Why is the US now intent on setting a pro-western puppet regime in Afghanistan, one of the poorest nations on earth? One obvious answer is control of strategic resources - especially oil. Afghanistan might be a site for future exploration. However, far more importantly, the pipeline route favoured by the US to get Central Asian oil to market runs through Afghanistan to the Pakistani port of Karachi.
There have been huge oil finds in the Caspian Sea region and the Central Asian republics, formerly part of the Soviet Union. Kazakhstan is believed to have the largest untapped oil reserves left in the world. A cutthroat scramble is on to secure control of the black gold of Central Asian oil reserves.
In 1995 Central Asia was still a minor producer. However, western companies have very ambitious plans to expand production 500 fold by 2010; this would mean Central Asia would be producing about 5 percent of the world's oil.

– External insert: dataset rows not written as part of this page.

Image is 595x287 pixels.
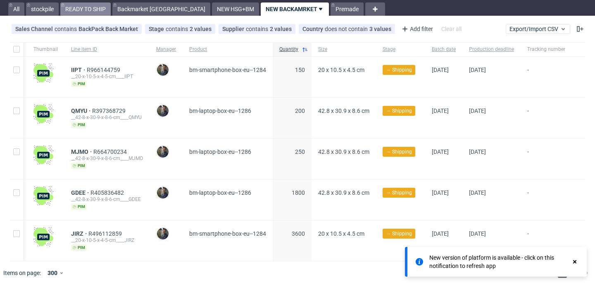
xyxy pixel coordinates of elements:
div: Add filter [399,22,435,36]
span: Stage [383,46,419,53]
span: bm-smartphone-box-eu--1284 [189,230,266,237]
span: Items on page: [3,269,41,277]
span: [DATE] [469,107,486,114]
span: pim [71,122,87,128]
a: R405836482 [91,189,126,196]
span: - [528,189,566,210]
span: Supplier [222,26,246,32]
img: Maciej Sobola [157,146,169,158]
span: [DATE] [432,230,449,237]
img: wHgJFi1I6lmhQAAAABJRU5ErkJggg== [33,227,53,247]
a: R397368729 [92,107,127,114]
button: Export/Import CSV [506,24,571,34]
span: contains [55,26,79,32]
span: 150 [295,67,305,73]
span: → Shipping [386,148,412,155]
img: Maciej Sobola [157,228,169,239]
span: Product [189,46,266,53]
span: 3600 [292,230,305,237]
span: Export/Import CSV [510,26,567,32]
span: contains [246,26,270,32]
span: Sales Channel [15,26,55,32]
span: 1800 [292,189,305,196]
span: 250 [295,148,305,155]
span: 42.8 x 30.9 x 8.6 cm [318,107,370,114]
a: NEW HSG+BM [212,2,259,16]
span: bm-laptop-box-eu--1286 [189,148,251,155]
span: [DATE] [432,107,449,114]
a: Premade [331,2,364,16]
span: pim [71,203,87,210]
span: - [528,230,566,251]
span: Production deadline [469,46,514,53]
span: bm-laptop-box-eu--1286 [189,189,251,196]
img: wHgJFi1I6lmhQAAAABJRU5ErkJggg== [33,104,53,124]
span: 20 x 10.5 x 4.5 cm [318,230,365,237]
span: [DATE] [469,148,486,155]
span: [DATE] [469,67,486,73]
span: Country [303,26,325,32]
div: 300 [44,267,59,279]
img: Maciej Sobola [157,187,169,198]
img: Maciej Sobola [157,64,169,76]
img: Maciej Sobola [157,105,169,117]
span: → Shipping [386,107,412,115]
span: Thumbnail [33,46,58,53]
span: [DATE] [432,189,449,196]
a: QMYU [71,107,92,114]
a: stockpile [26,2,59,16]
div: 2 values [270,26,292,32]
div: 3 values [370,26,392,32]
span: Tracking number [528,46,566,53]
a: R664700234 [93,148,129,155]
span: pim [71,81,87,87]
span: 42.8 x 30.9 x 8.6 cm [318,148,370,155]
div: __20-x-10-5-x-4-5-cm____JIRZ [71,237,143,244]
span: [DATE] [469,230,486,237]
div: Clear all [440,23,463,35]
span: Quantity [279,46,298,53]
span: bm-laptop-box-eu--1286 [189,107,251,114]
div: New version of platform is available - click on this notification to refresh app [430,253,571,270]
div: 2 values [190,26,212,32]
span: pim [71,244,87,251]
span: → Shipping [386,66,412,74]
span: pim [71,162,87,169]
span: - [528,107,566,128]
span: → Shipping [386,189,412,196]
span: Size [318,46,370,53]
span: - [528,148,566,169]
span: contains [166,26,190,32]
span: Stage [149,26,166,32]
span: Line item ID [71,46,143,53]
a: READY TO SHIP [60,2,111,16]
span: [DATE] [432,67,449,73]
a: NEW BACKAMRKET [261,2,329,16]
span: IIPT [71,67,87,73]
span: bm-smartphone-box-eu--1284 [189,67,266,73]
a: JIRZ [71,230,88,237]
span: does not contain [325,26,370,32]
div: __20-x-10-5-x-4-5-cm____IIPT [71,73,143,80]
a: R496112859 [88,230,124,237]
span: - [528,67,566,87]
img: wHgJFi1I6lmhQAAAABJRU5ErkJggg== [33,186,53,206]
span: [DATE] [469,189,486,196]
span: 200 [295,107,305,114]
img: wHgJFi1I6lmhQAAAABJRU5ErkJggg== [33,63,53,83]
a: Backmarket [GEOGRAPHIC_DATA] [112,2,210,16]
img: wHgJFi1I6lmhQAAAABJRU5ErkJggg== [33,145,53,165]
div: BackPack Back Market [79,26,138,32]
span: R966144759 [87,67,122,73]
a: MJMO [71,148,93,155]
span: → Shipping [386,230,412,237]
span: [DATE] [432,148,449,155]
span: 20 x 10.5 x 4.5 cm [318,67,365,73]
span: Manager [156,46,176,53]
div: __42-8-x-30-9-x-8-6-cm____GDEE [71,196,143,203]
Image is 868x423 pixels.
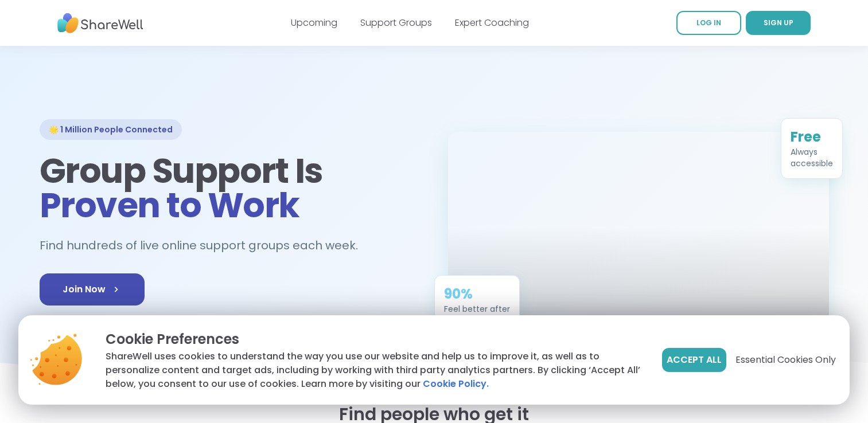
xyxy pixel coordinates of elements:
[663,348,727,372] button: Accept All
[39,236,370,255] h2: Find hundreds of live online support groups each week.
[676,11,742,35] a: LOG IN
[736,353,836,367] span: Essential Cookies Only
[291,16,337,29] a: Upcoming
[39,181,300,229] span: Proven to Work
[697,17,721,27] span: LOG IN
[58,7,144,39] img: ShareWell Nav Logo
[423,377,489,391] a: Cookie Policy.
[667,353,722,367] span: Accept All
[105,329,644,350] p: Cookie Preferences
[39,119,182,140] div: 🌟 1 Million People Connected
[62,283,122,297] span: Join Now
[456,16,529,29] a: Expert Coaching
[445,303,511,326] div: Feel better after just one session
[764,17,794,27] span: SIGN UP
[791,146,833,169] div: Always accessible
[746,11,811,35] a: SIGN UP
[445,285,511,303] div: 90%
[791,128,833,146] div: Free
[39,154,421,222] h1: Group Support Is
[39,274,145,306] a: Join Now
[105,350,644,391] p: ShareWell uses cookies to understand the way you use our website and help us to improve it, as we...
[360,16,433,29] a: Support Groups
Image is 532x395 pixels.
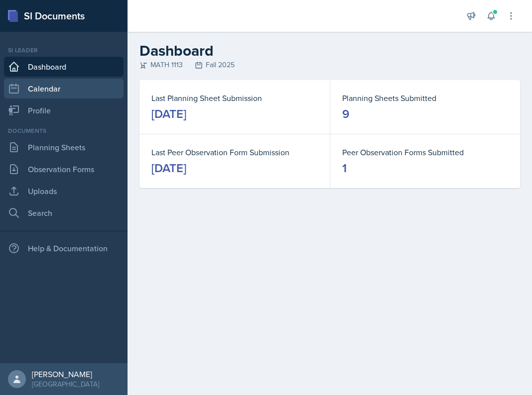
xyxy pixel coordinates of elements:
a: Calendar [4,79,124,99]
div: Documents [4,126,124,135]
div: [DATE] [152,106,186,122]
a: Dashboard [4,57,124,77]
h2: Dashboard [139,42,520,60]
dt: Planning Sheets Submitted [342,92,508,104]
div: [DATE] [152,160,186,176]
dt: Peer Observation Forms Submitted [342,146,508,158]
div: 1 [342,160,346,176]
dt: Last Peer Observation Form Submission [152,146,318,158]
a: Planning Sheets [4,137,124,157]
div: 9 [342,106,349,122]
div: Help & Documentation [4,238,124,258]
div: Si leader [4,46,124,55]
div: [GEOGRAPHIC_DATA] [32,379,99,389]
a: Profile [4,100,124,120]
div: MATH 1113 Fall 2025 [139,60,520,70]
a: Observation Forms [4,159,124,179]
a: Search [4,203,124,223]
a: Uploads [4,181,124,201]
div: [PERSON_NAME] [32,369,99,379]
dt: Last Planning Sheet Submission [152,92,318,104]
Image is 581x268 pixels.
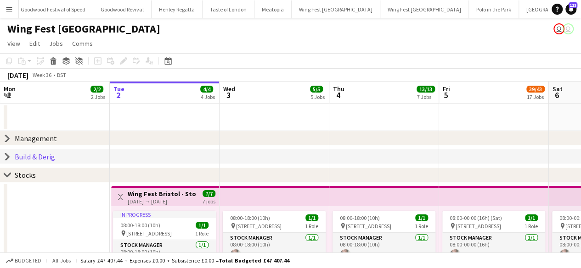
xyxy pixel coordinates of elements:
[50,257,73,264] span: All jobs
[4,85,16,93] span: Mon
[113,85,124,93] span: Tue
[442,85,450,93] span: Fri
[565,4,576,15] a: 123
[442,211,545,264] app-job-card: 08:00-00:00 (16h) (Sat)1/1 [STREET_ADDRESS]1 RoleStock Manager1/108:00-00:00 (16h)[PERSON_NAME]
[333,85,344,93] span: Thu
[15,134,57,143] div: Management
[26,38,44,50] a: Edit
[526,94,544,101] div: 17 Jobs
[568,2,577,8] span: 123
[57,72,66,78] div: BST
[15,152,55,162] div: Build & Derig
[15,258,41,264] span: Budgeted
[29,39,40,48] span: Edit
[93,0,151,18] button: Goodwood Revival
[552,85,562,93] span: Sat
[414,223,428,230] span: 1 Role
[15,171,36,180] div: Stocks
[7,22,160,36] h1: Wing Fest [GEOGRAPHIC_DATA]
[72,39,93,48] span: Comms
[551,90,562,101] span: 6
[7,39,20,48] span: View
[202,197,215,205] div: 7 jobs
[305,215,318,222] span: 1/1
[469,0,519,18] button: Polo in the Park
[202,190,215,197] span: 7/7
[195,230,208,237] span: 1 Role
[332,233,435,264] app-card-role: Stock Manager1/108:00-18:00 (10h)[PERSON_NAME]
[13,0,93,18] button: Goodwood Festival of Speed
[380,0,469,18] button: Wing Fest [GEOGRAPHIC_DATA]
[230,215,270,222] span: 08:00-18:00 (10h)
[305,223,318,230] span: 1 Role
[332,211,435,264] app-job-card: 08:00-18:00 (10h)1/1 [STREET_ADDRESS]1 RoleStock Manager1/108:00-18:00 (10h)[PERSON_NAME]
[455,223,501,230] span: [STREET_ADDRESS]
[415,215,428,222] span: 1/1
[223,211,325,264] app-job-card: 08:00-18:00 (10h)1/1 [STREET_ADDRESS]1 RoleStock Manager1/108:00-18:00 (10h)[PERSON_NAME]
[49,39,63,48] span: Jobs
[128,198,196,205] div: [DATE] → [DATE]
[4,38,24,50] a: View
[68,38,96,50] a: Comms
[417,94,434,101] div: 7 Jobs
[30,72,53,78] span: Week 36
[7,71,28,80] div: [DATE]
[80,257,289,264] div: Salary £47 407.44 + Expenses £0.00 + Subsistence £0.00 =
[45,38,67,50] a: Jobs
[553,23,564,34] app-user-avatar: Gorilla Staffing
[90,86,103,93] span: 2/2
[222,90,235,101] span: 3
[524,223,537,230] span: 1 Role
[562,23,573,34] app-user-avatar: Gorilla Staffing
[112,90,124,101] span: 2
[416,86,435,93] span: 13/13
[254,0,291,18] button: Meatopia
[218,257,289,264] span: Total Budgeted £47 407.44
[442,233,545,264] app-card-role: Stock Manager1/108:00-00:00 (16h)[PERSON_NAME]
[201,94,215,101] div: 4 Jobs
[340,215,380,222] span: 08:00-18:00 (10h)
[113,211,216,218] div: In progress
[126,230,172,237] span: [STREET_ADDRESS]
[525,215,537,222] span: 1/1
[202,0,254,18] button: Taste of London
[120,222,160,229] span: 08:00-18:00 (10h)
[236,223,281,230] span: [STREET_ADDRESS]
[151,0,202,18] button: Henley Regatta
[526,86,544,93] span: 39/43
[346,223,391,230] span: [STREET_ADDRESS]
[128,190,196,198] h3: Wing Fest Bristol - Stock Team
[331,90,344,101] span: 4
[310,94,324,101] div: 5 Jobs
[196,222,208,229] span: 1/1
[223,233,325,264] app-card-role: Stock Manager1/108:00-18:00 (10h)[PERSON_NAME]
[2,90,16,101] span: 1
[441,90,450,101] span: 5
[310,86,323,93] span: 5/5
[291,0,380,18] button: Wing Fest [GEOGRAPHIC_DATA]
[91,94,105,101] div: 2 Jobs
[200,86,213,93] span: 4/4
[223,85,235,93] span: Wed
[5,256,43,266] button: Budgeted
[449,215,502,222] span: 08:00-00:00 (16h) (Sat)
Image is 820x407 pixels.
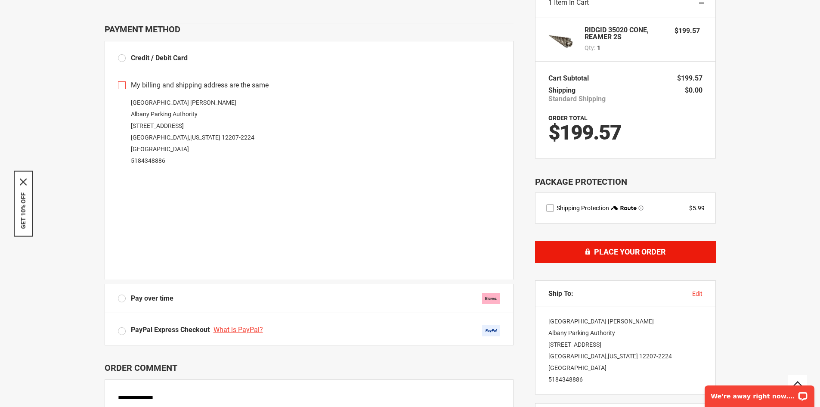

One key problem to overcome is how to get the oil to market. Three economically viable routes for a pipeline have suggested: through Russia to the Black Sea, south through Iran, and south-west through Afghanistan. Key US interests are backing the Afghani route.
The US and Pakistan were hoping the Taliban would install a stable regime in Afghanistan which would allow a pipeline proposal by the US multi-national Unocal to proceed. However work on the pipeline project has been suspended. Unocal officials bluntly described the problem to US Congressional hearings:
"From the outset, we have made it clear that construction of the pipeline we have proposed across Afghanistan could not begin until a recognized government is in place that has the confidence of governments, lenders, and our company." (Testimony of John J. Maresca, vice-president of international relations, Unocal Corporation, before Congressional committee Feb 12, 1998.)
Since 1998 the problems have gotten worse. The US desire to replace the Taliban with a regime subservient to western economic interests has intensified. Thus removing the Taliban or its extremists who won't play ball has become a strategic goal of "Operation Enduring Freedom."